##### Records for this task

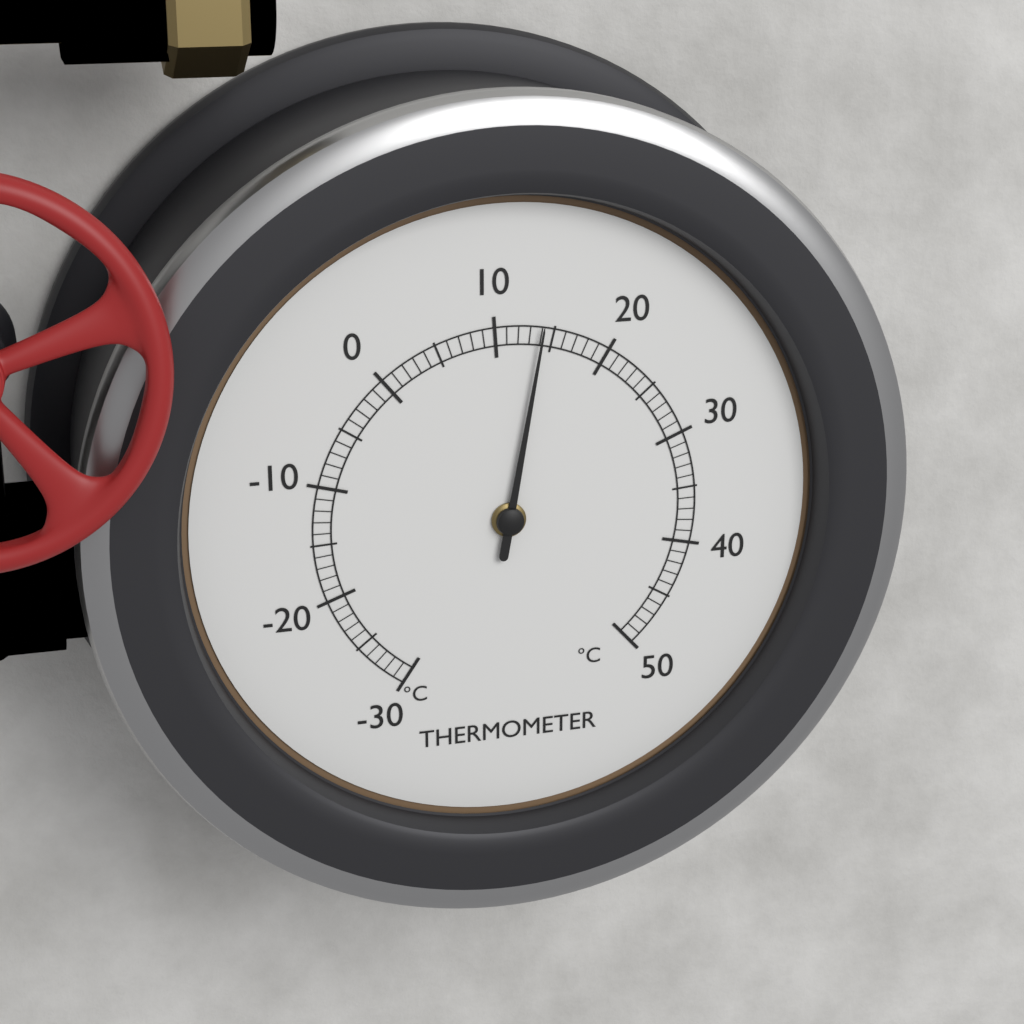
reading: 14 °C
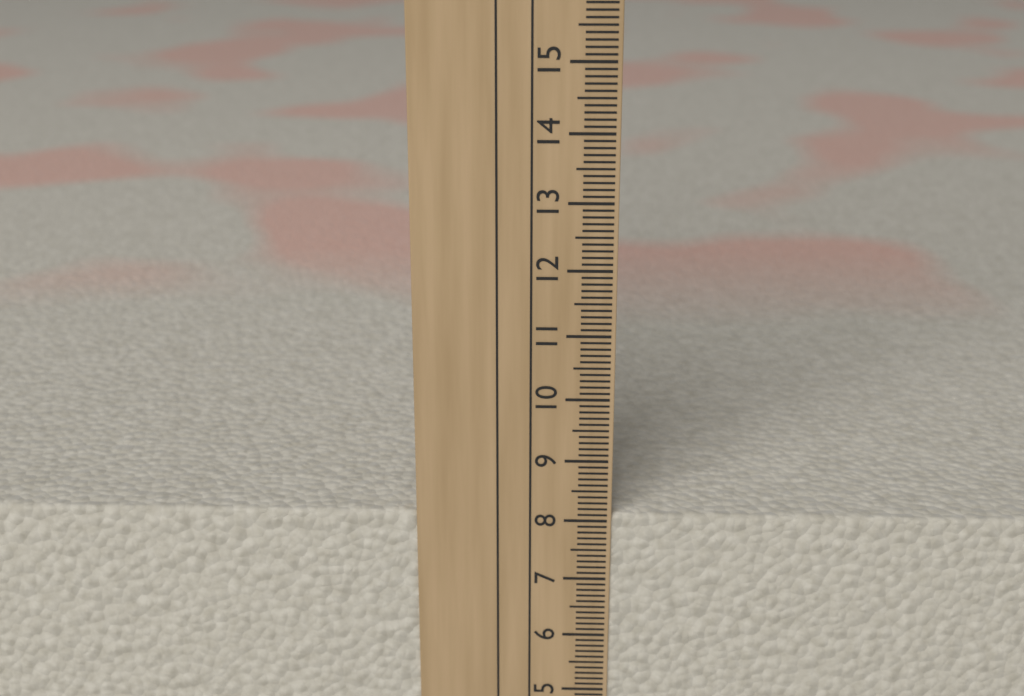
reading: 8.1 cm
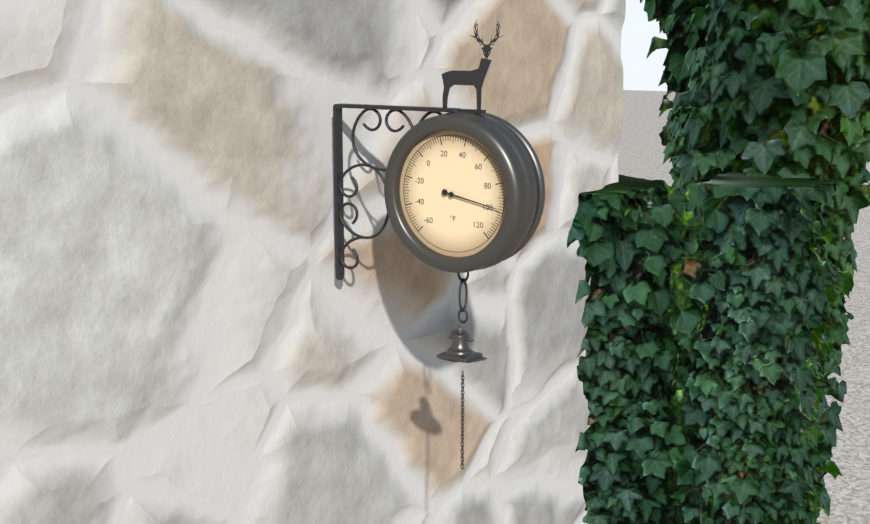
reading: 98 °F
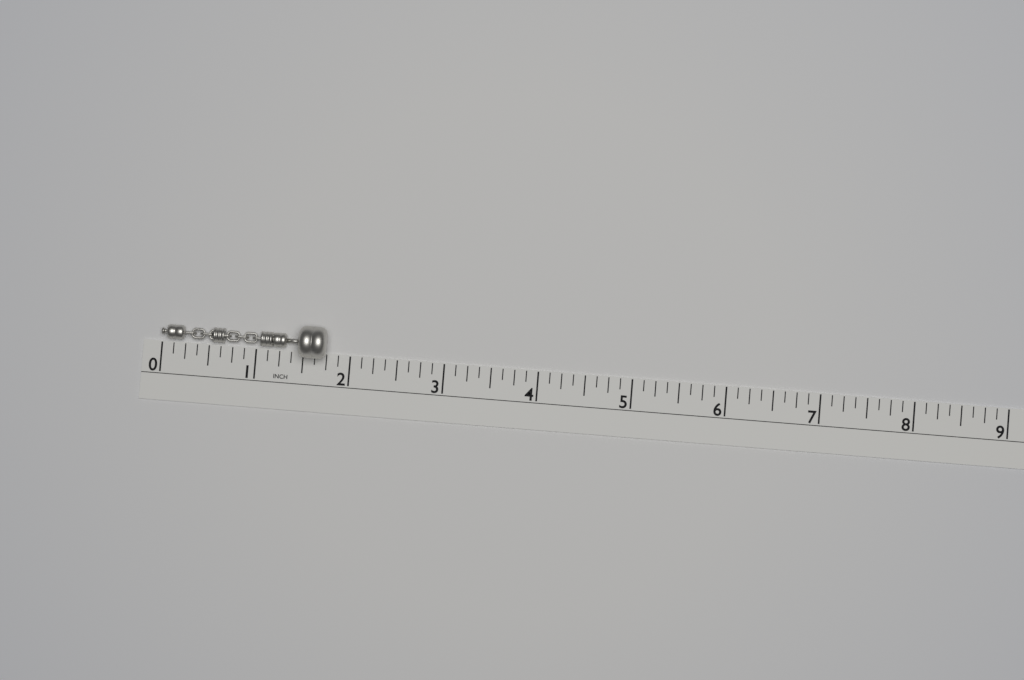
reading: 1.750 in
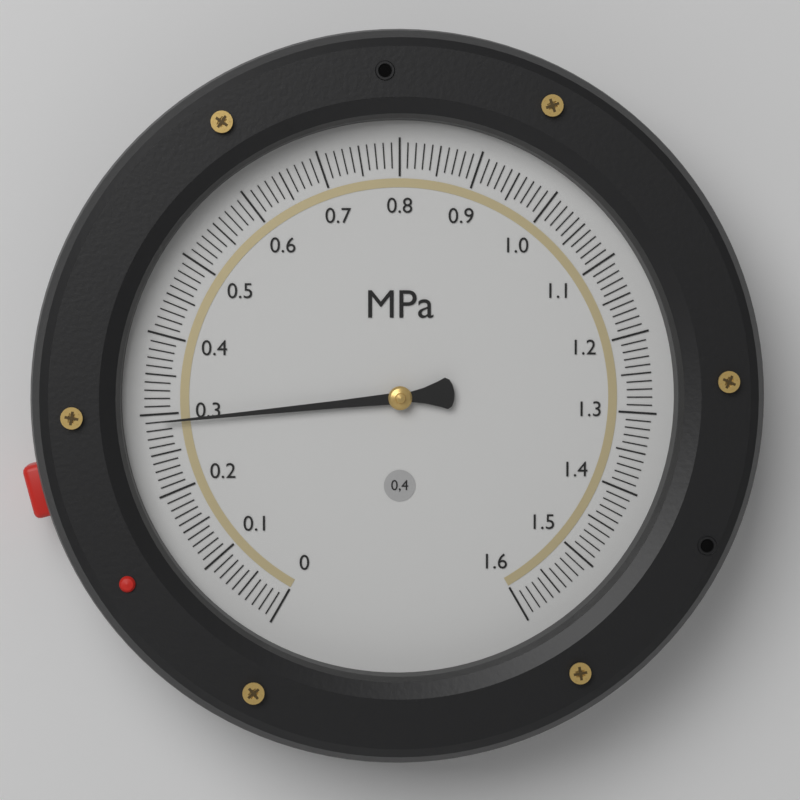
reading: 0.29 MPa
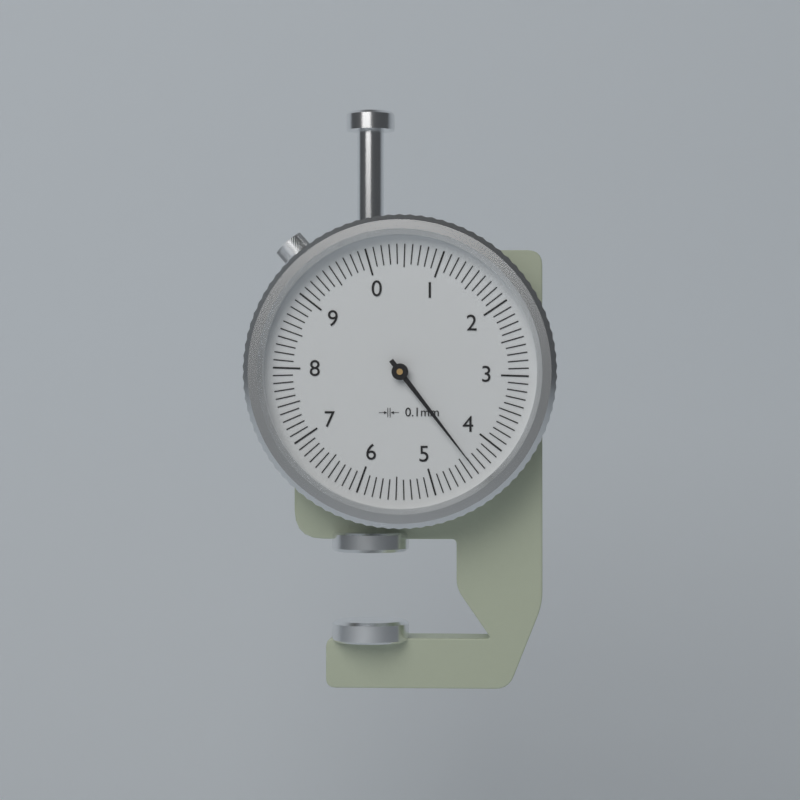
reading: 4.4 mm
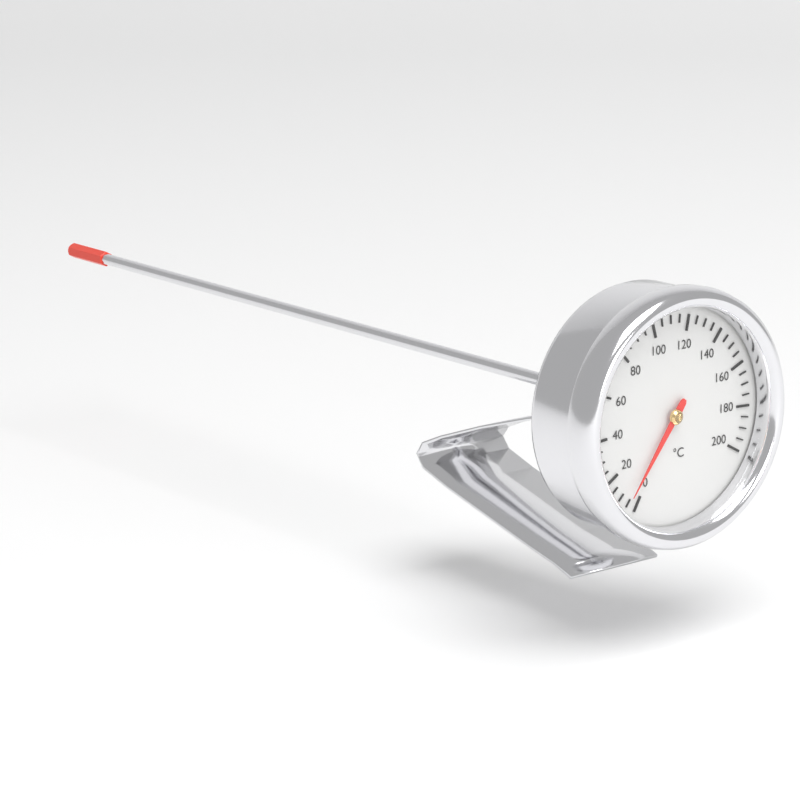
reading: 5 °C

##########

What you should do: Copy the material exactly as written and leave every picture behind.

Exercise response:
reading: 14 °C
reading: 8.1 cm
reading: 98 °F
reading: 1.750 in
reading: 0.29 MPa
reading: 4.4 mm
reading: 5 °C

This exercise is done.